THE TASK:
Once the line containing "This screenshot has width=1856, height=1044." is found, please copy it and all lines after it through the end of the records, exactly, leaving out pictures.

(RECORDS PROVIDED Opens)

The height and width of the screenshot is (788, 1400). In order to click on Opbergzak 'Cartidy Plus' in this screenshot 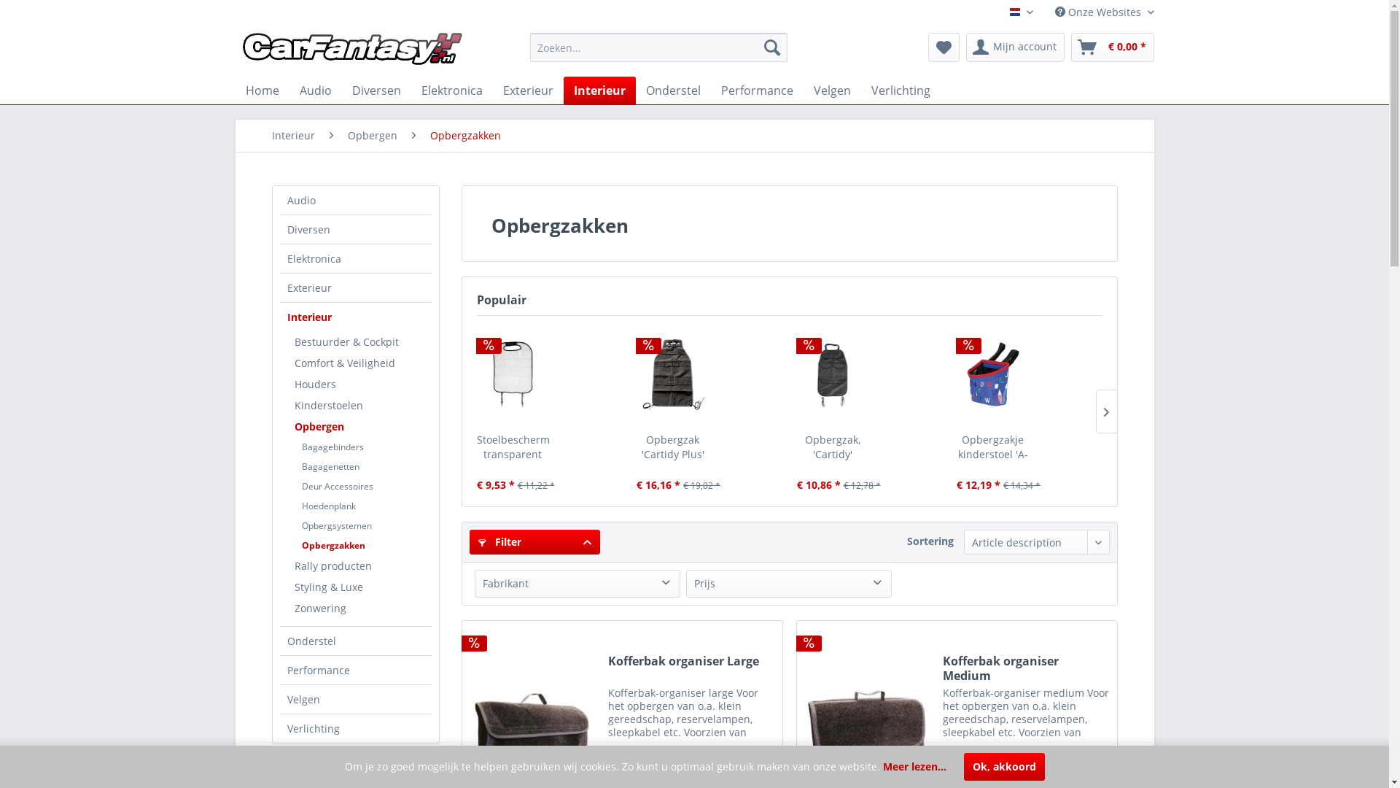, I will do `click(672, 374)`.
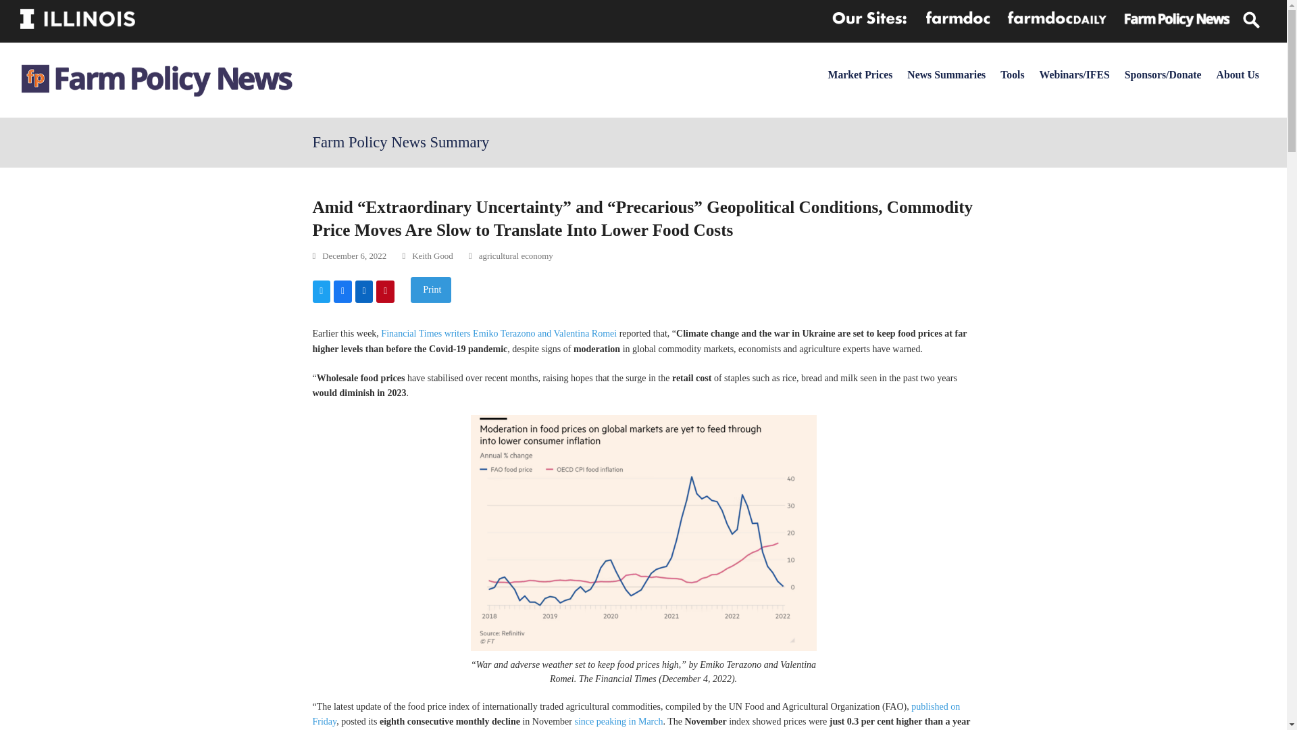  What do you see at coordinates (1012, 74) in the screenshot?
I see `Tools` at bounding box center [1012, 74].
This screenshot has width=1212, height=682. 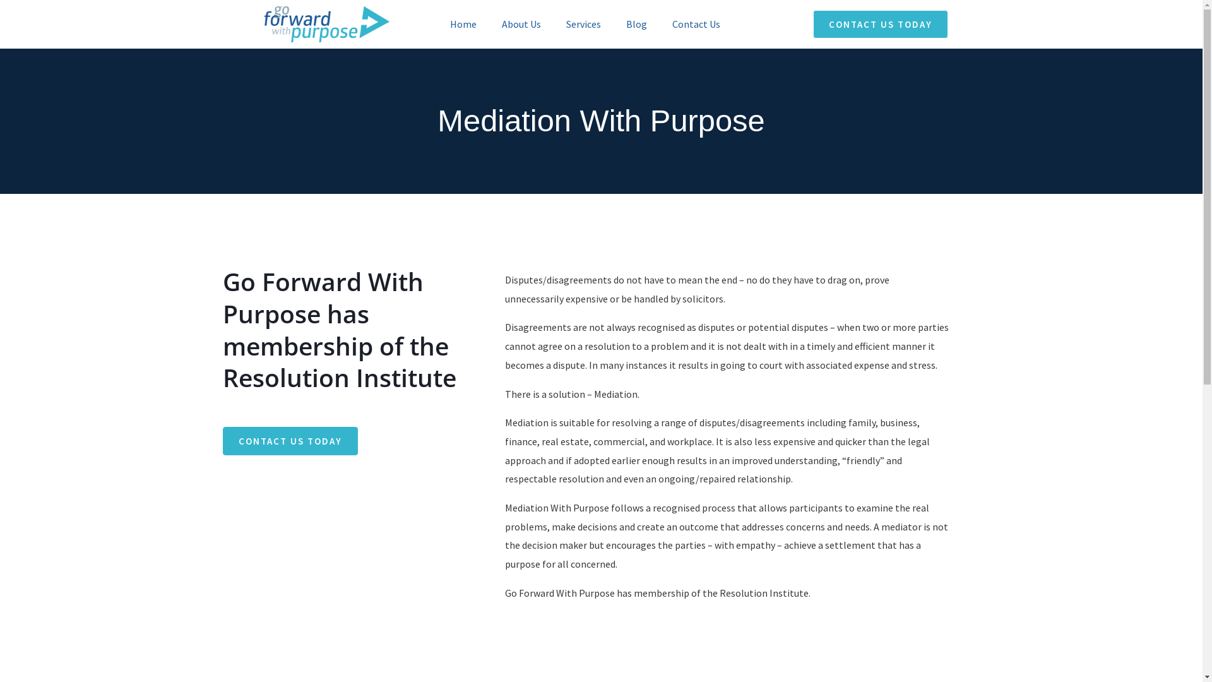 I want to click on Contact Us, so click(x=696, y=24).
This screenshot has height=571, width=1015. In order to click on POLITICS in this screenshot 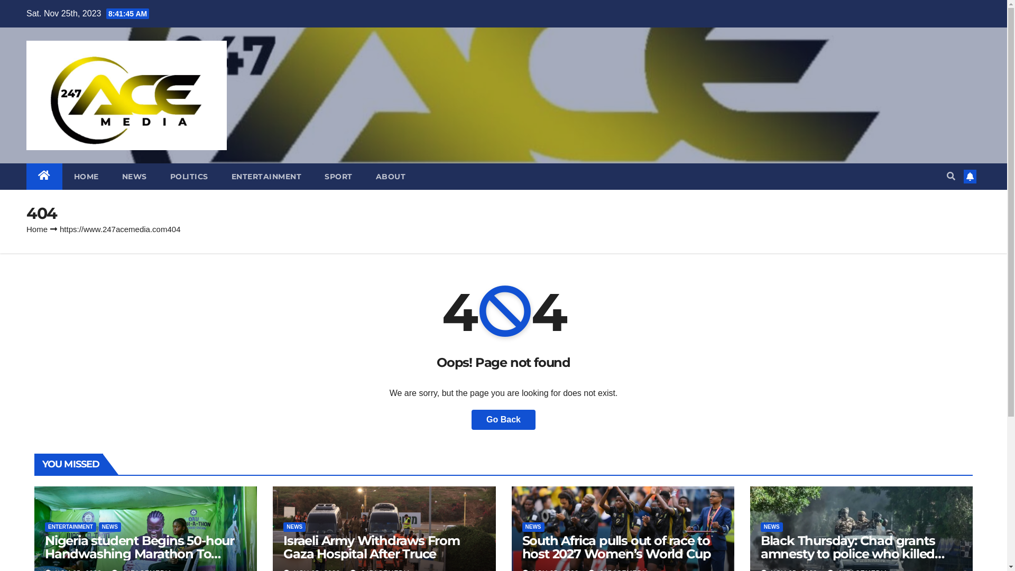, I will do `click(189, 177)`.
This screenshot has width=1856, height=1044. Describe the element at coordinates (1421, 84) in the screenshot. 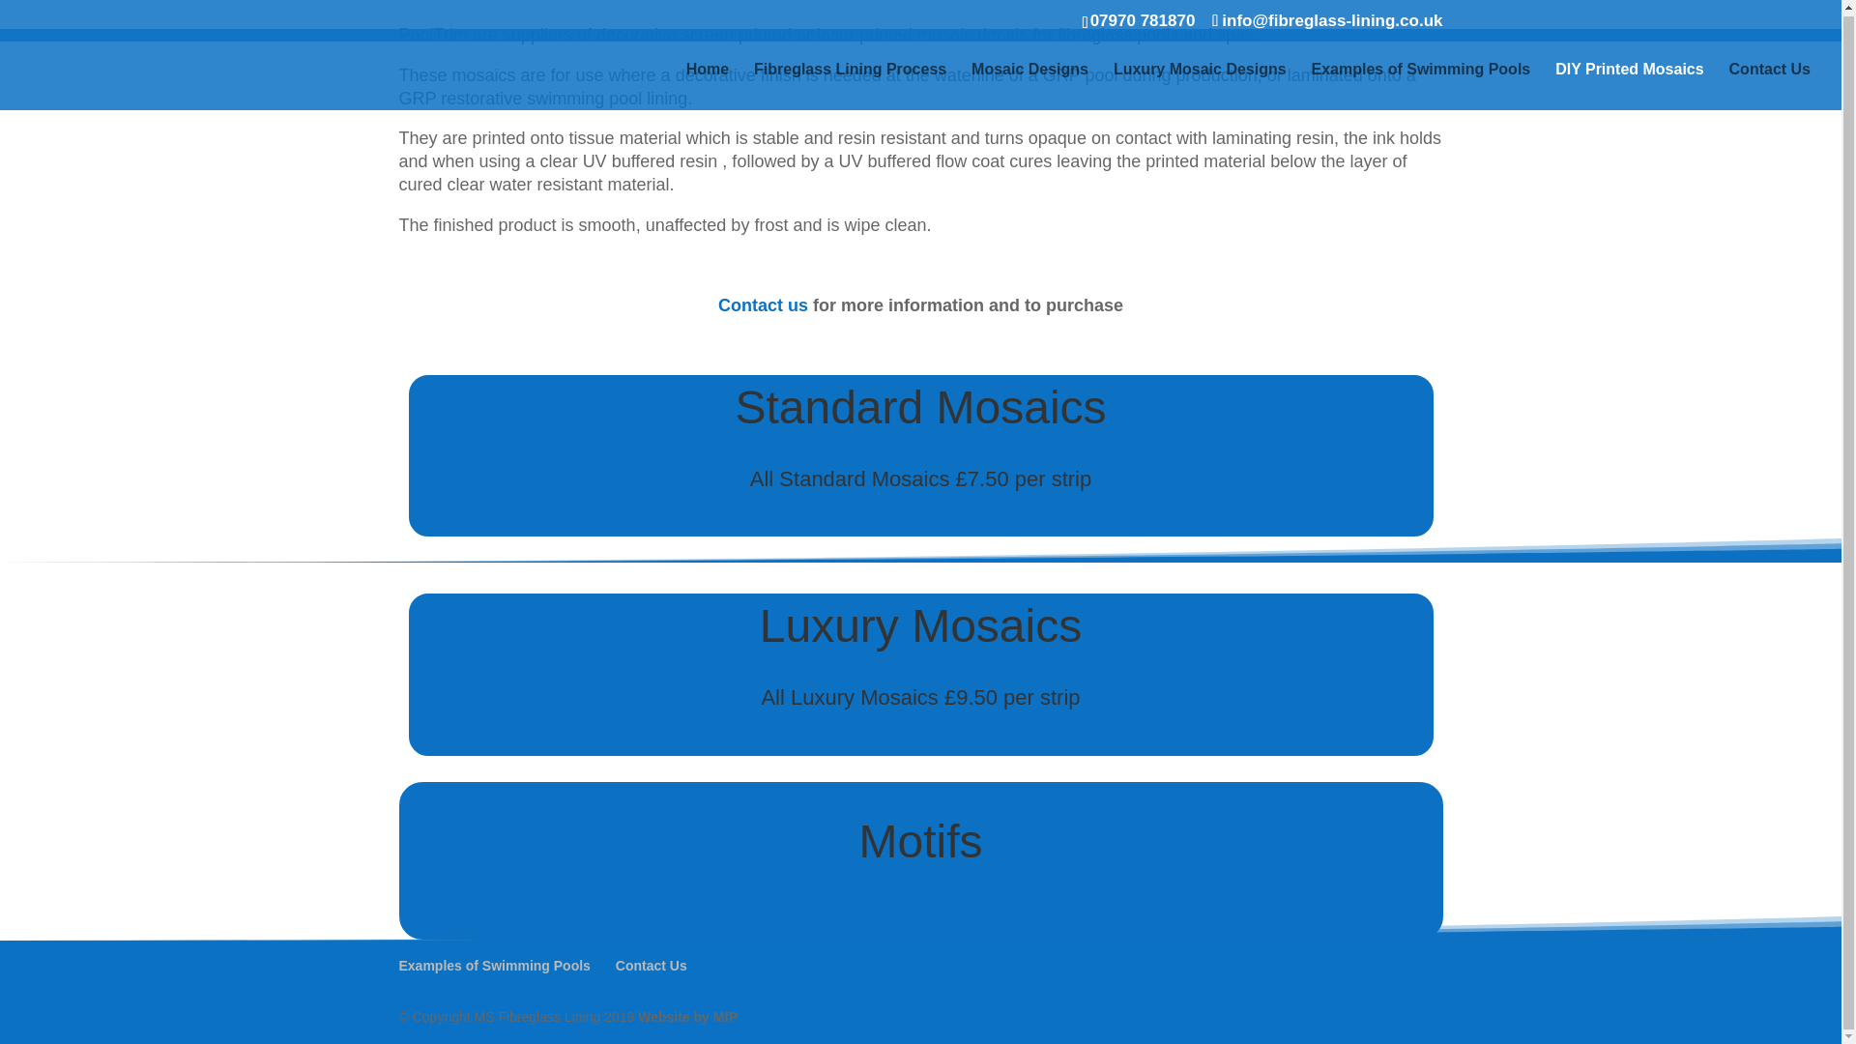

I see `Examples of Swimming Pools` at that location.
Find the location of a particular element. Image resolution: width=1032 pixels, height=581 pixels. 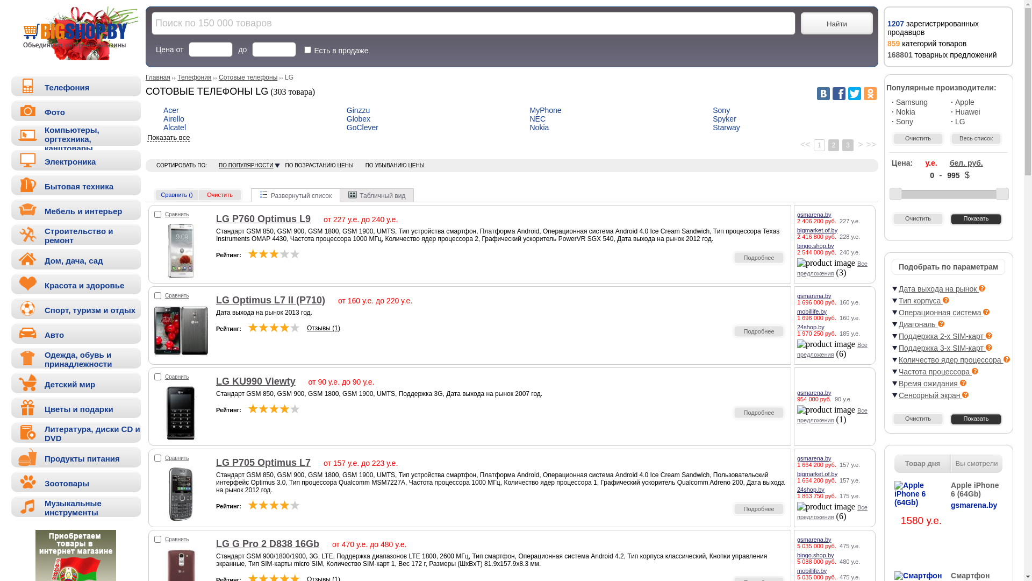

(RECORDS PROVIDED Closes)

EXERCISE OUTPUT:
This screenshot has width=1856, height=1044. Describe the element at coordinates (1421, 84) in the screenshot. 

I see `Examples of Swimming Pools` at that location.
Find the location of a particular element. Image resolution: width=1032 pixels, height=581 pixels. 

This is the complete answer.